General Electric Co. said David Joyce, the longtime head of its aviation business and a vice chair of the parent company, will step down after 40 years with the manufacturing giant.
John Slattery, the chief executive officer of Embraer SA’s commercial aviation operations, was named CEO-elect of GE Aviation, effective July 13. He will assume the full role in September, when Joyce becomes nonexecutive chair of the unit, GE said in a statement Monday.
“What we have in aviation is a business that has led globally for decades across multiple generations of product platforms,” Larry Culp, the CEO of GE, said in an interview. “That is something David has sustained and we think John will as well.”
The change adds an element of uncertainty at an already challenging time for GE’s jet-engine division, one of the strongest performers for the Boston-based company in recent years. The division has been upended as the coronavirus pandemic has battered the aviation industry, forcing the unit to cut 13,000 jobs.

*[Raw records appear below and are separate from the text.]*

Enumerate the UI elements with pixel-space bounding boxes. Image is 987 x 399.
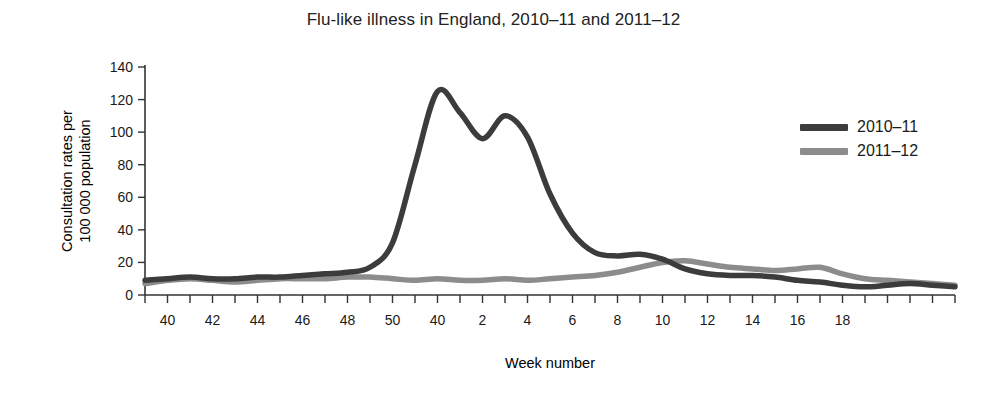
x-tick-label: 4 [524, 312, 532, 328]
legend-label-2011-12: 2011–12 [857, 143, 918, 159]
x-tick-label: 2 [479, 312, 487, 328]
y-tick-label: 80 [117, 157, 133, 173]
x-tick-label: 42 [205, 312, 221, 328]
y-axis-title-line-1: Consultation rates per [59, 110, 75, 252]
x-tick-label: 46 [295, 312, 311, 328]
x-tick-label: 16 [790, 312, 806, 328]
legend-label-2010-11: 2010–11 [857, 119, 918, 135]
x-axis: 4042444648504024681012141618 [145, 295, 955, 328]
legend-swatch-2011-12 [800, 148, 848, 155]
y-tick-label: 40 [117, 222, 133, 238]
x-tick-label: 50 [385, 312, 401, 328]
x-tick-label: 44 [250, 312, 266, 328]
x-axis-title: Week number [505, 355, 595, 371]
legend-item-2010-11[interactable]: 2010–11 [800, 115, 975, 139]
line-chart-plot: 020406080100120140 404244464850402468101… [0, 0, 987, 399]
x-tick-label: 40 [160, 312, 176, 328]
x-tick-label: 10 [655, 312, 671, 328]
x-tick-label: 14 [745, 312, 761, 328]
y-tick-label: 20 [117, 254, 133, 270]
x-tick-label: 6 [569, 312, 577, 328]
y-tick-label: 100 [110, 124, 134, 140]
y-tick-label: 60 [117, 189, 133, 205]
x-tick-label: 8 [614, 312, 622, 328]
legend-swatch-2010-11 [800, 124, 848, 131]
y-axis-title-line-2: 100 000 population [77, 119, 93, 242]
x-tick-label: 18 [835, 312, 851, 328]
legend-item-2011-12[interactable]: 2011–12 [800, 139, 975, 163]
y-tick-label: 120 [110, 92, 134, 108]
y-tick-label: 0 [125, 287, 133, 303]
axis-titles: Week numberConsultation rates per100 000… [59, 110, 595, 371]
x-tick-label: 12 [700, 312, 716, 328]
x-tick-label: 48 [340, 312, 356, 328]
chart-legend: 2010–11 2011–12 [800, 115, 975, 163]
y-axis: 020406080100120140 [110, 59, 145, 303]
chart-figure: Flu-like illness in England, 2010–11 and… [0, 0, 987, 399]
x-tick-label: 40 [430, 312, 446, 328]
y-tick-label: 140 [110, 59, 134, 75]
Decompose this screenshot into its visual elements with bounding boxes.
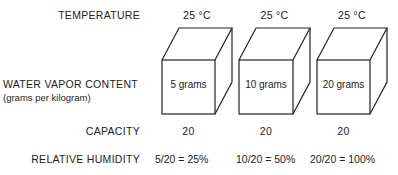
capacity-label: CAPACITY <box>86 125 140 137</box>
temperature-value-1: 25 °C <box>162 9 232 21</box>
content-value-1: 5 grams <box>162 79 215 90</box>
cube-2 <box>239 28 310 114</box>
rh-value-2: 10/20 = 50% <box>236 153 295 165</box>
capacity-value-3: 20 <box>317 125 370 137</box>
water-vapor-label: WATER VAPOR CONTENT <box>3 78 138 90</box>
content-value-2: 10 grams <box>239 79 293 90</box>
capacity-value-2: 20 <box>239 125 293 137</box>
temperature-value-3: 25 °C <box>317 9 387 21</box>
capacity-value-1: 20 <box>162 125 215 137</box>
cube-3 <box>317 28 387 114</box>
cube-1 <box>162 28 232 114</box>
rh-value-3: 20/20 = 100% <box>310 153 375 165</box>
temperature-label: TEMPERATURE <box>58 9 140 21</box>
temperature-value-2: 25 °C <box>239 9 310 21</box>
water-vapor-unit: (grams per kilogram) <box>3 92 91 103</box>
rh-value-1: 5/20 = 25% <box>155 153 208 165</box>
relative-humidity-label: RELATIVE HUMIDITY <box>31 153 140 165</box>
content-value-3: 20 grams <box>317 79 370 90</box>
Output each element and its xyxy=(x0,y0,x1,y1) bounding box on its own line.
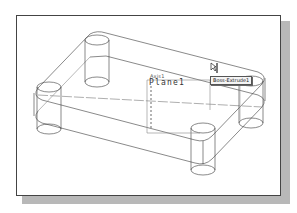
pointer-cursor-icon xyxy=(211,63,217,73)
feature-tooltip: Boss-Extrude1 xyxy=(210,76,252,85)
plane1-label[interactable]: Plane1 xyxy=(149,78,185,87)
boss-cylinder-back xyxy=(85,35,109,87)
wireframe-model[interactable] xyxy=(0,0,297,213)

GE fell 4.4% to $6.93 at 9:35 a.m. in New York as markets slumped worldwide on anxiety over the pandemic. The company’s shares tumbled 35% this year through Friday, while the S&P 500 dropped 5.9%.
Steady Presence
Joyce, 63, has been one of the few consistent faces through a tumultuous stretch for GE, which lost more than $200 billion of market value in 2017 and 2018 as it grappled with weak demand and cash flow issues. The executive, who spent his entire GE career in the aviation unit and has run it for the last 12 years, was seen as a steadying influence for investors.
“David really is an industry icon, trusted around the world at a time when the industry has seen a lot of change,” Culp said.
Joyce delayed his retirement for several years in part because of turnover at the top of GE, said Culp, who became CEO in late 2018. The business has also had to contend with the grounding of Boeing Co.’s 737 Max and the impact of the coronavirus.
“When I came on in the fall of ’18 I knew that one of the things I would need to tackle in the near- to medium-term was a transition at aviation since David was retirement-eligible,” Culp said. “We’ve been talking to people in the industry for an extended period of time.”